Former vice president Dick Cheney said enhanced interrogation programs should remain "active and ready to go" in spite of the clamoring and revisionist history from "Monday morning quarterbacks."
Further, Cheney told Fox Business host Maria Bartiromo in an interview that aired Thursday that he's still "prepared to defend, debate and argue" for the programs, rebuffing those who call it torture.
"If it were my call I would not discontinue those programs. I'd have them active and ready to go," Cheney said on "Mornings with Maria." "And I'd go back and study them and learn.

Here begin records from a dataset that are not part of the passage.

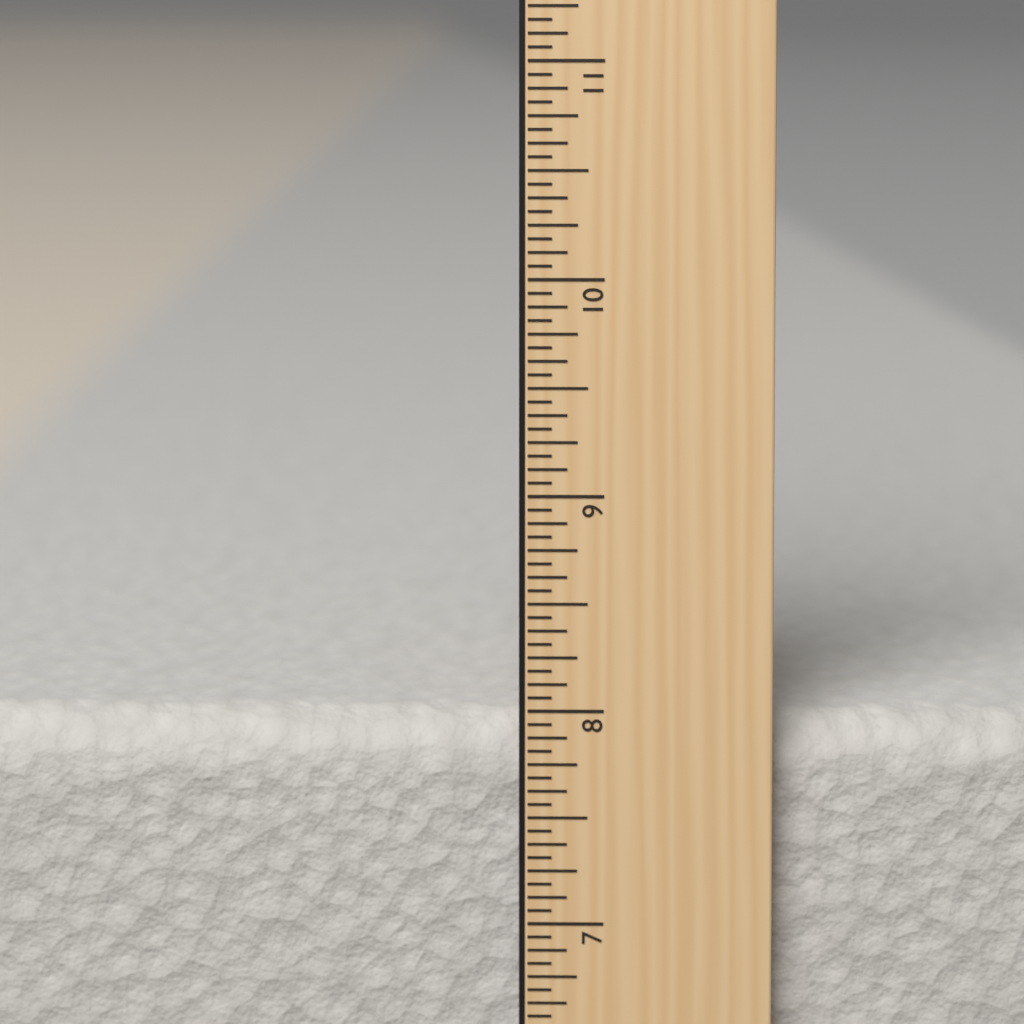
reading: 7.9375 in
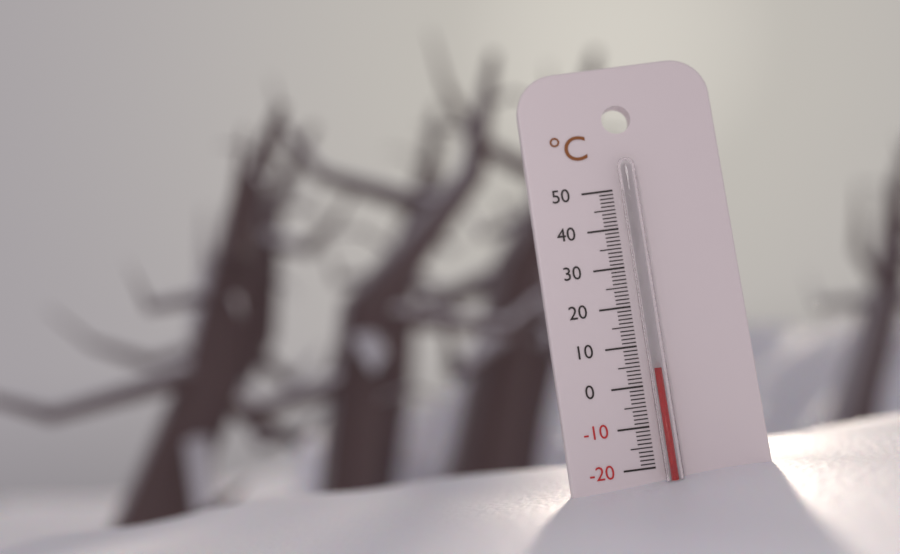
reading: 4 °C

"I'm not one of those people that calls it torture. An awful lot of people do. But it wasn't," Cheney said. "It was set up in a way that was consistent with our fundamental statutes and agreements that were in place. And it worked.
"I supported it whole-heartedly. Still do to this day. Prepared to defend it, debate it and argue it," said Cheney, who supports Gina Haspel's candidacy to become CIA director.
Another reason enhanced interrogation techniques should not be considered torture, Cheney asserts:
"I think the techniques we used were not torture. Our techniques were used on our people in training," Cheney said.
Most important, Cheney said, the techniques work. They were successful. Just three terrorists were water-boarded, Cheney said, and one of those was Khalid Sheikh Mohammed (KSM), No. 2 in command to Osama bin Laden and the mastermind of 9/11.
"There are a lot of Monday morning quarterbacks in the terrorism business," Cheney said.
"You tell me that the only method we have is please, please, pretty please, tell us what you know? Well I don't buy that," Cheney said of the information gleaned from KSM.
"Now people wanna go back and try to rewrite history. But if it were my call, I'd do it again," Cheney said.